GEM: Generative Entropy-Guided Preference Modeling for Few-shot Alignment of LLMs
- URL: http://arxiv.org/abs/2511.13007v1
- Date: Mon, 17 Nov 2025 06:04:47 GMT
- Title: GEM: Generative Entropy-Guided Preference Modeling for Few-shot Alignment of LLMs
- Authors: Yiyang Zhao, Huiyu Bai, Xuejiao Zhao,
- Abstract summary: In this paper, we propose a generative entropy-guided preference modeling approach named GEM for large language models (LLMs)<n>Instead of training a discriminative reward model on preference data, we directly train the LLM to internalize a closed-loop optimization architecture.<n> Experiments on general benchmarks and domain-specific tasks demonstrate that our GEM achieves significant improvements with few-shot preference data.

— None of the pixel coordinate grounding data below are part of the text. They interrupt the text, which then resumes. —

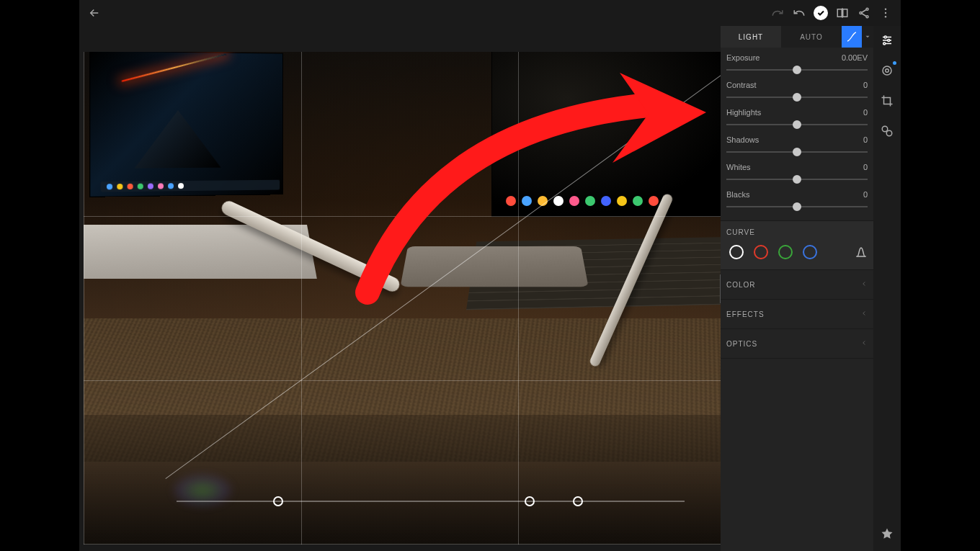 The width and height of the screenshot is (980, 551). What do you see at coordinates (797, 152) in the screenshot?
I see `shadows-track` at bounding box center [797, 152].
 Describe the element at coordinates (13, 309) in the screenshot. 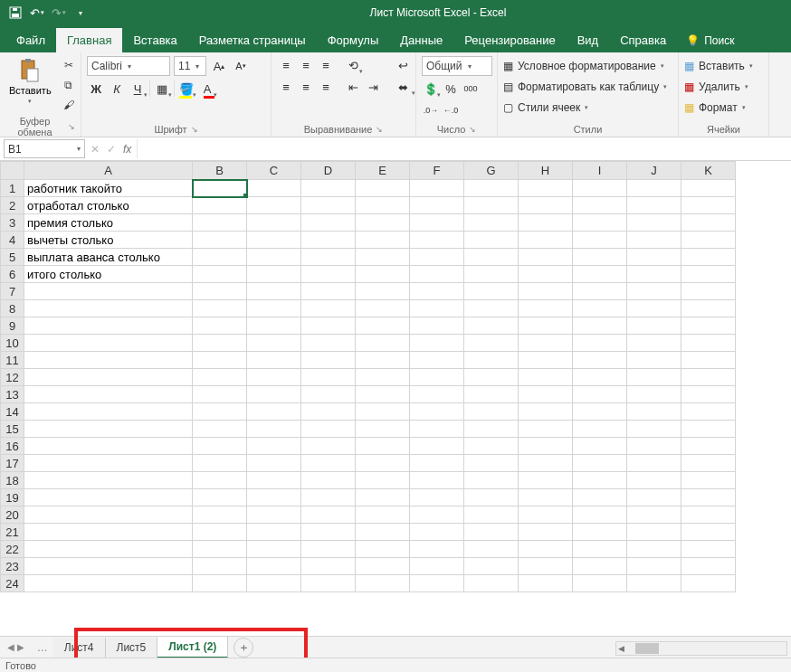

I see `row-header: 8` at that location.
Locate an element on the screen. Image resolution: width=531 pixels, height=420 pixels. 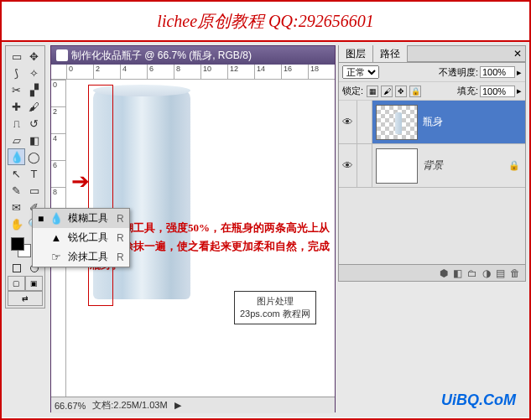
opacity-value: 100% is located at coordinates (497, 72).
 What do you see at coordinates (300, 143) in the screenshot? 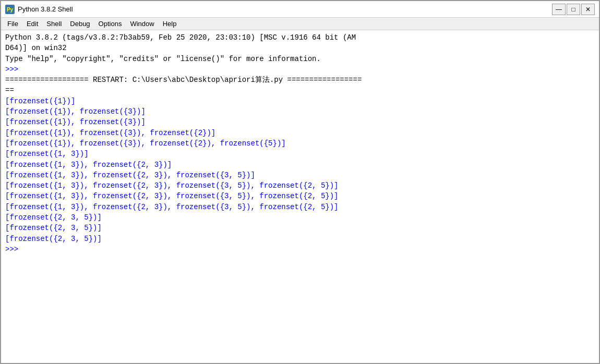
I see `output-line-4: [frozenset({1}), frozenset({3}), frozens…` at bounding box center [300, 143].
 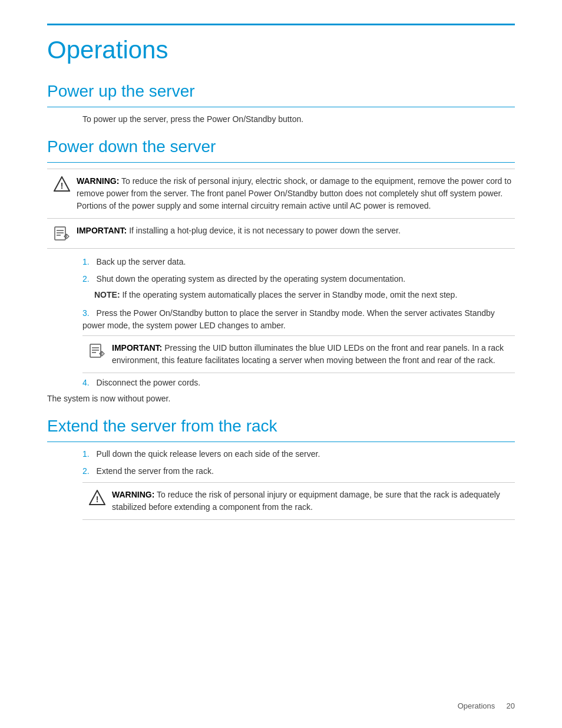 What do you see at coordinates (313, 501) in the screenshot?
I see `warning-content-extend: WARNING: To reduce the risk of personal …` at bounding box center [313, 501].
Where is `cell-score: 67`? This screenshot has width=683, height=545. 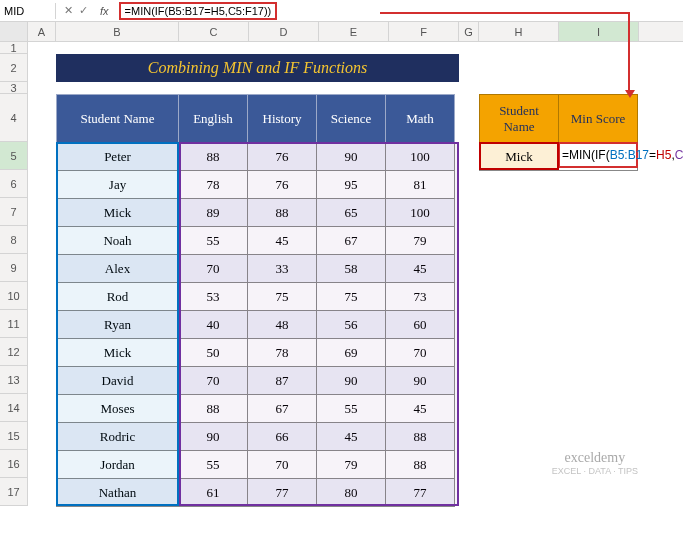
cell-score: 67 is located at coordinates (282, 409).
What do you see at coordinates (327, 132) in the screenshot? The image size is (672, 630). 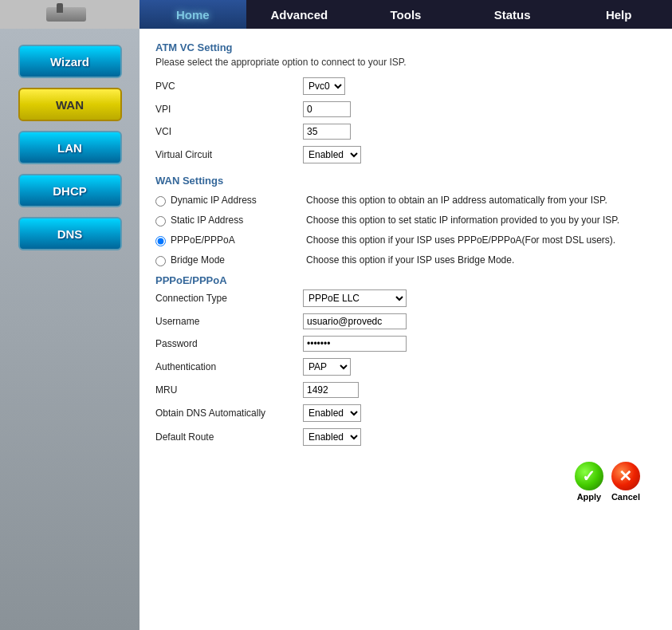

- Score: 5.1816417820270075
- License: http://arxiv.org/licenses/nonexclusive-distrib/1.0/
- Abstract: Alignment of large language models (LLMs) with human preferences typically relies on supervised reward models or external judges that demand abundant annotations. However, in fields that rely on professional knowledge, such as medicine and law, such large-scale preference labels are often unachievable. In this paper, we propose a generative entropy-guided preference modeling approach named GEM for LLMs aligment at low-resource and domain-specific scenarios. Instead of training a discriminative reward model on preference data, we directly train the LLM to internalize a closed-loop optimization architecture that can extract and exploit the multi-dimensional, fine-grained cognitive signals implicit in human preferences. Specifically, our Cognitive Filtering module, based on entropy theory in decision making, first leverages Chain-of-Thought (CoT) prompting to generate diverse candidate reasoning chains (CoTs) from preference data. Subsequently, it introduces a token scoring mechanism to rank and weight the sampled CoTs, boosting the importance of high-confidence answers and strategically high-entropy tokens. Building on these filtered preferences, we fine-tune the LLM using a novel self-evaluated group advantage algorithm, SEGA, which effectively aggregates group-level cognitive signals and transforms the entropy-based scores into implicit rewards for policy optimization. In these ways, GEM empowers the LLM to rely on its own judgments and establishes an entropy-guided closed-loop cognitive optimization framework, enabling highly efficient few-shot alignment of LLMs. Experiments on general benchmarks and domain-specific tasks (such as mathematical reasoning and medical dialogues) demonstrate that our GEM achieves significant improvements with few-shot preference data.